How to Increase Awareness for Behavioral Change That Lasts

Marshall Goldsmith
4 min readAug 20, 2021

Meaningful behavioral change is hard to do. If it were easy, everyone would do it!

As an executive coach, I’ve been helping successful people achieve positive lasting change in behavior for more than thirty-five years. Most of my clients embrace the opportunity to change, and most are aware of the fact that behavioral change will help them become more effective leaders, partners, and even family members. A few are not.

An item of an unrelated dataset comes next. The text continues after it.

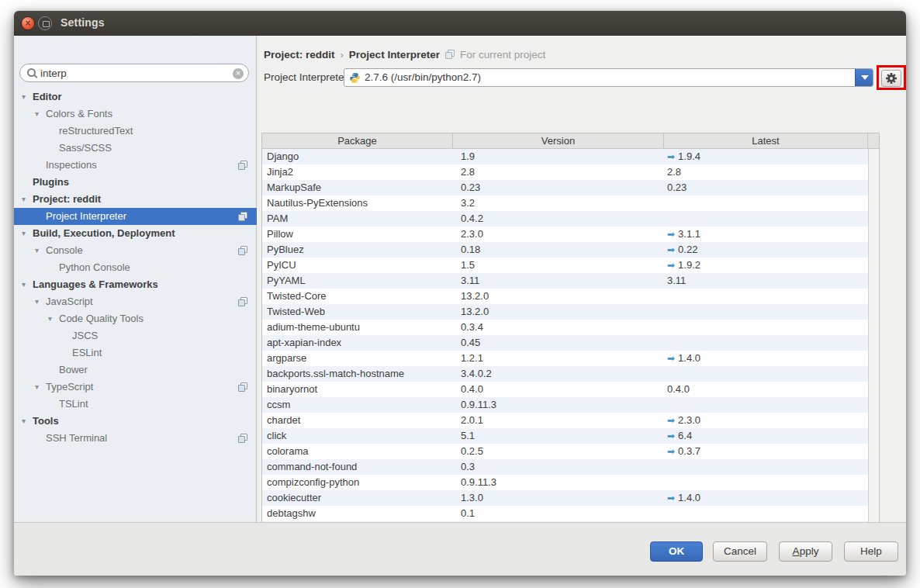 This screenshot has height=588, width=920. Describe the element at coordinates (565, 405) in the screenshot. I see `table-row: ccsm0.9.11.3` at that location.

My process of helping clients is straightforward and consistent. I interview and listen to my clients’ key stakeholders. These stakeholders could be their colleagues, direct reports, or board members. I accumulate a lot of confidential feedback. Then I go over the summary of this feedback with my clients. My clients take ultimate responsibility for the behavioral changes that they want to make. My job is then very simple. I help my clients achieve positive, lasting change in the behavior that they choose as judged by key stakeholders that they choose. If my clients succeed in achieving this positive change — as judged by their stakeholders — I get paid. If the key stakeholders do not see positive change, I don’t get paid.

Our odds of success improve because I’m with the client every step of the way, telling him or her how to stay on track and not regress to a former self. But that doesn’t diminish the importance of one extremely significant fact:

Meaningful behavioral change is hard to do.

It’s hard to initiate behavioral change, even harder to stay the course, hardest of all to make the change stick.

If you think I’m overstating its difficulty answer these questions:

What do you want to change in your life? It could be something major, such as your weight (a big one), your job (big too), or your career (even bigger). It could be something minor, such as changing your hairstyle or checking in with your mother more often or changing the wall color in your living room.

How long has this been going on? For how many months or years have you risen in the morning and told yourself some variation on the phrase, “This is the day I make a change”?

How’s that working out? In other words, can you point to a specific moment when you decided to change something in your life and you acted on the impulse and it worked out to your satisfaction?

Marshall Goldsmith

My mission is simple. I want to help successful people achieve positive, lasting change in behavior; for themselves, their people, and their teams.